But, as the title implies, The Wife truly belongs to Close. Her performance is one of sharpness and precision. To the world, Joan is the perfect helpmate, the elegant consort. “Please don’t paint me as a victim,” she advises an insistent journalist (Christian Slater), contracted to write an unauthorized biography of her husband. “I’m much more interesting than that.” However, even as she nags Joe to eat well (he’s had multiple bypass surgeries), take his pills, and brush the crumbs out of his beard, she is simmering under the surface. And, when she finally boils over, her rage and rancor harken back to another woman scorned, Close’s memorable turn as the iconic one-night-stand-turned-murderous-bitch in Fatal Attraction. Like Alex Forrest, Joan Castleman will not be ignored.
Joe’s condescension (“I wouldn’t be anything without the love of my life”) and adultery might be enough to drive a spouse righteously mad, but The Wife hints at greater betrayals, which are illuminated through flashbacks. These are affecting scenes with particularly strong work from the two actors who play the Castlemans in their youth (Harry Lloyd and Close’s real-life daughter Annie Starke). We learn that Joan was a student of Joe’s at Smith in the 1950s. He saw great promise in her writing (and even greater promise, apparently, in the attractive young writer herself). He eventually left his wife and baby to marry Joan and they formed a literary partnership of sorts, in response to the norms of the day.
At one point in their courtship, Joe takes Joan to hear another writer, Elaine Mozell (Elizabeth McGovern), read from her latest work. The star-struck young Joan gushes that “Writing is my life.” This naive cliché seems impossible — Mozell warns her that women are not taken seriously as writers; men control what is published and purchased. But it proves also to be prophetic. Writing will become Joan’s entire life, but not in the way she had once hoped.
The older Joan may not want to be portrayed as a victim, but The Wife argues that she is one. The question, however, is who or what is the victimizer? Is Joe truly a villain, or was it the misogynist system that kept Joan from fulfilling her own destiny as a writer? Or, and here is where lines become blurred, did Joan herself author her own story and character?
At the banquet following the Nobel Prize ceremony, King Gustav of Sweden asks Joan if she has a career. “Yes,” she answers, “I’m a king-maker.” “My wife would say the same thing,” laughs Gustav. However, Joan isn’t joking. In fact, as her husband gushes on and on from the dais that he owes all of his success to her, she becomes more and more enraged, sparking the fight to literally end all fights.
Lest this sound like a film that is relentlessly dark, there is some subtle and intelligent humor in The Wife. At a cocktail reception, soon after Joe’s prize has been announced, an editor from The New York Times tells him that he’ll be on the cover of the magazine section because they’re “bumping Clinton.” It isn’t hard to draw a parallel between the two great and philandering men and their loyal and long-suffering wives. When Joe has some trouble remembering who to bow to when in a rehearsal in Stockholm, the Nobel laureate for physics scolds him, “This isn’t rocket science.” There’s even some sex, although it’s about as awkward as any scene in memory.
Throughout the film, in lighter moments as well as darker ones, The Wife insists that the old saying “Behind every great man there’s a great woman” ignores a more disturbing variation of the story.
In this case, it would be more apt to say, “Behind every great man there’s a far greater woman who has given up who she was and what she did to ensure his greatness.” With this in mind, the movie can’t have much of a happy ending. However, Close’s Joan has reconciled herself to some of her decisions. She plans to take control of the narrative, both public and private.
The happiest of endings, however, won’t be revealed until late this winter, when — hopefully — Close will win a well-deserved and long-overdue award of her own.
This laudable effort by Close and the other actors cannot save this film from the most unlikely implausible premise. The concept is a given–men have used and abused women and taken advantage of selfless givers forever, but as the story unfolds the fact that a novelist could simply hoodwink the entire world into believing he actually wrote novel after novel after novel that he didn’t write–or that any creative genius would do it over and over and over and still suffer not only her husband’s pride but his ungrateful infidelities as well, without all mayhem breaking loose sooner as opposed to later, could only be entertained by someone who has no idea what actually goes into such a completely exhausting effort–a novel maybe, but not a life time of them. I fear the script may doom Close’s Oscar bid as well.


▸ WHAT THIS TASK INVOLVES:
Look through the material for lines with the word "strong", and copy each one.

- - -

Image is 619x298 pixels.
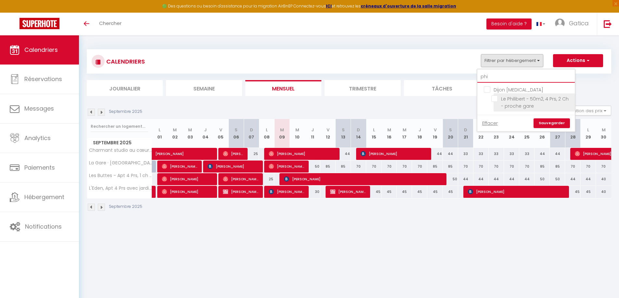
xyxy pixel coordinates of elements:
div: 25 [259,173,274,185]
a: Effacer [482,120,498,127]
div: 85 [320,161,335,173]
abbr: J [311,127,314,133]
div: 70 [412,161,427,173]
th: 29 [580,119,596,148]
abbr: D [357,127,360,133]
span: Charmant studio au cœur de [GEOGRAPHIC_DATA] [88,148,153,153]
abbr: M [510,127,513,133]
div: 70 [381,161,397,173]
th: 26 [534,119,550,148]
span: [PERSON_NAME] [269,160,304,173]
span: [PERSON_NAME] [162,186,213,198]
th: 19 [427,119,442,148]
th: 05 [213,119,228,148]
li: Trimestre [324,80,400,96]
div: 44 [335,148,351,160]
div: 44 [427,148,442,160]
th: 03 [183,119,198,148]
abbr: L [158,127,160,133]
div: 50 [443,173,458,185]
div: 44 [534,148,550,160]
div: 70 [366,161,381,173]
div: 45 [397,186,412,198]
th: 12 [320,119,335,148]
li: Mensuel [245,80,321,96]
abbr: M [601,127,605,133]
div: 33 [504,148,519,160]
abbr: D [250,127,253,133]
abbr: M [295,127,299,133]
span: [PERSON_NAME] [269,148,335,160]
span: La Gare · [GEOGRAPHIC_DATA]: 50m2, 4 Prs, 2 Ch - Proximité cité [MEDICAL_DATA] [88,161,153,166]
th: 08 [259,119,274,148]
th: 07 [244,119,259,148]
abbr: L [373,127,375,133]
div: 70 [565,161,580,173]
abbr: J [525,127,528,133]
strong: créneaux d'ouverture de la salle migration [361,3,456,9]
span: Les Buttes - Apt 4 Prs, 1 ch - Parking privé [88,173,153,178]
th: 20 [443,119,458,148]
span: Analytics [24,134,51,142]
abbr: D [571,127,574,133]
div: 33 [473,148,488,160]
th: 15 [366,119,381,148]
th: 17 [397,119,412,148]
span: Réservations [24,75,62,83]
button: Filtrer par hébergement [481,54,543,67]
abbr: J [418,127,421,133]
th: 22 [473,119,488,148]
abbr: V [219,127,222,133]
abbr: S [342,127,345,133]
abbr: J [204,127,207,133]
div: 33 [488,148,504,160]
div: 70 [473,161,488,173]
abbr: S [449,127,452,133]
th: 13 [335,119,351,148]
div: 70 [504,161,519,173]
th: 30 [596,119,611,148]
div: 45 [565,186,580,198]
span: Gatica [569,19,588,27]
th: 14 [351,119,366,148]
li: Journalier [87,80,163,96]
th: 21 [458,119,473,148]
div: 85 [335,161,351,173]
div: 85 [427,161,442,173]
button: Gestion des prix [563,106,611,116]
th: 09 [274,119,289,148]
div: 50 [305,161,320,173]
p: Septembre 2025 [109,204,142,210]
input: Rechercher un logement... [91,121,148,133]
div: 85 [443,161,458,173]
div: 44 [519,173,534,185]
span: Septembre 2025 [87,138,152,148]
h3: CALENDRIERS [105,54,145,69]
span: [PERSON_NAME] [162,173,213,185]
div: 50 [534,173,550,185]
div: 25 [244,148,259,160]
abbr: L [587,127,589,133]
div: 70 [519,161,534,173]
div: 33 [519,148,534,160]
div: 70 [458,161,473,173]
span: [PERSON_NAME] [269,186,304,198]
abbr: L [480,127,482,133]
span: Paiements [24,164,55,172]
abbr: M [280,127,284,133]
span: Notifications [25,223,62,231]
div: Filtrer par hébergement [476,69,575,132]
p: Septembre 2025 [109,109,142,115]
span: Calendriers [24,46,58,54]
div: 45 [381,186,397,198]
abbr: V [540,127,543,133]
img: ... [555,19,564,28]
strong: ICI [326,3,332,9]
div: 45 [412,186,427,198]
div: 30 [305,186,320,198]
span: [PERSON_NAME] (Booking) [330,186,366,198]
span: [PERSON_NAME] [208,160,259,173]
abbr: M [188,127,192,133]
span: [PERSON_NAME] [223,173,259,185]
div: 70 [351,161,366,173]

- - -

▸ RESPONSE BELOW:
strong: créneaux d'ouverture de la salle migration [361,3,456,9]
strong: ICI [326,3,332,9]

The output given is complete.